Do you ever get that feeling when the blood just drains out of your face? Yep. That one.
Here's what happened.
I'm working in a heterogeneous Windows/Linux networked environment. I've had a linux server with Samba loaded on it for quite a while, everything up and running fine, RH 8.0.
Today, I wanted to backup some critical directories onto one of the W2K boxes, the sysadmin gave me a spot, I got hooked up to the shares with smbmount,
setup on /mnt/halbackup.
I started working with cpio, to copy the major user directories over to the W2K box, which worked fine. Logged in as root, got everything over there OK.
Well, I figured I ought to copy /etc over there as well, issuing the following command:
OK, it worked. I had everything backed up on the W2K box. I was setting up a script to handle this automatically, so I could do it all at one shot (user directories, and /etc).
So, I switched directories over to /mnt/halbackup/etc (I made sure I was in the backup location on the W2K box), and did and rm, a big one. I figured I would clear it out, and then re-run the script, recopying /etc back to the W2K box, and all the backups run over there would have my /etc nice and cozy on their global backup.
And then it happened. I tried to cd to /etc, and there was no such directory. I tried to su, and there was no root user.
I think that little -dereference flag to the cpio command somehow got me back to nuking the original /etc directory on my linux box!
Can somebody help me? My machine is still alive, but I'm afraid to touch it, can't reboot it, can't login......help!!!!!
Thanks for your reply. I think I've got a bit of a chicken and egg problem. I don't have the permissions to copy into /etc (or create /etc), because there is no /etc/passwd.
Is it possible to boot from the system CD, recover a vanilla /etc, and setup a new root? I don't want to touch the rest of the disk, just get /etc back, with a root that will help me clean up the mess I've made.
Mounting /proc filesystem
Creating block devices
Creating root device
Mounting root filesystem
kjournald starting. Commit interval 5 seconds
EXT3-fs: mounted filesystem with ordered data mode.
Freeing unused kernel memory: 212k freed
INIT: version 2.84 booting
INIT: No inittab file found
INIT: can't open (/etc/ioctl.save, O_WRONLY): No such file or director
I think you need to boot with a system that can work on it's own eg Knoppix, or any other live distribution. There are some for floppys to. Check if they have support for your filesystems otherwise there's no much use of 'em
Unfortunately, I don't have access to Knoppix. I was hoping to be able to boot off the linux boot floppy, get in with root, and be able to create and populate /etc from the boot floppy.

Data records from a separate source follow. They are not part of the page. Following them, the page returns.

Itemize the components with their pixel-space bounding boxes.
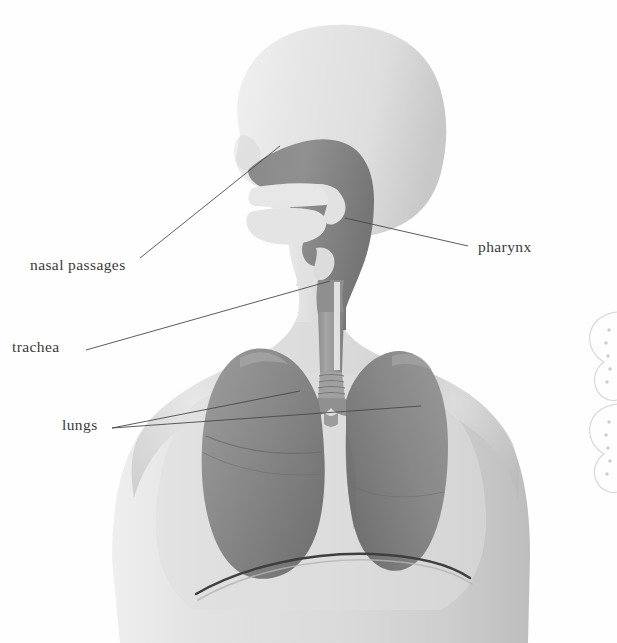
right-lung	[346, 351, 448, 571]
respiratory-system-figure: nasal passages pharynx trachea lungs	[0, 0, 617, 643]
label-pharynx: pharynx	[478, 238, 532, 255]
anatomy-illustration: nasal passages pharynx trachea lungs	[0, 0, 617, 643]
label-nasal-passages: nasal passages	[30, 256, 126, 273]
trachea-highlight	[334, 282, 340, 370]
label-trachea: trachea	[12, 338, 60, 355]
right-edge-decorations	[590, 312, 617, 493]
label-lungs: lungs	[62, 416, 98, 433]
trachea-tube	[318, 312, 344, 372]
decor-shape-lower	[590, 404, 617, 493]
decor-shape-upper	[590, 312, 617, 401]
left-lung	[202, 349, 325, 579]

The problem is, I think it's looking for /etc on the hard drive in order to boot completely. Chickens and eggs chasing one another around....
Anybody know how I can get this to boot from the floppy, and recover /etc?
(RH 8.0). If not, is it possible to do the same thing if I had the system CDs?
welp, i don't know, but i think i'm takin a stab in the dark, but --
do you happen to have a linux cd that's bootable?
or the recovery floppy that you can make during install??
I actually have a recovery cd that i got somewhere that has helped me out before... but usually if i hose my installation, i just blow the thing away and start over.. then copy all my other junk on there.... lol
hmm.. the more i think about it tho, i think that both of those just "boot" the machine and then turn it over to the hard drive..
damn -- i'll check into that when i get to the house..
I would really appreciate any help. I brought the wounded machine home with me to my home network, where I have another working Linux machine (6.2), that I can hook it up to if that will help. I also have the boot CDs for 8.0 that the machine was originally built with.
I just don't know how I'm going to get at the drive when there's no passwd file to validate permissions, etc.
Any help would be greatly appreciated. I have a bunch of really important stuff on this drive, that at a minimum, I need to find some way to get off of there. If I have to rebuild the box after that, well, that's the price of blowing your foot off.
I need to get that other data off of there though.
AFAIK, when you log in as root from a recovery disk, you completely blow by Linux's security measures. You can do anything you want to the box. At least, I can mount my Debian partitions and do whatever the hell I want to them from Slack. And vice versa - I switched my entire /tmp and /var partitions around in Slack from Debian. Dealing with /etc or /home should be no more difficult.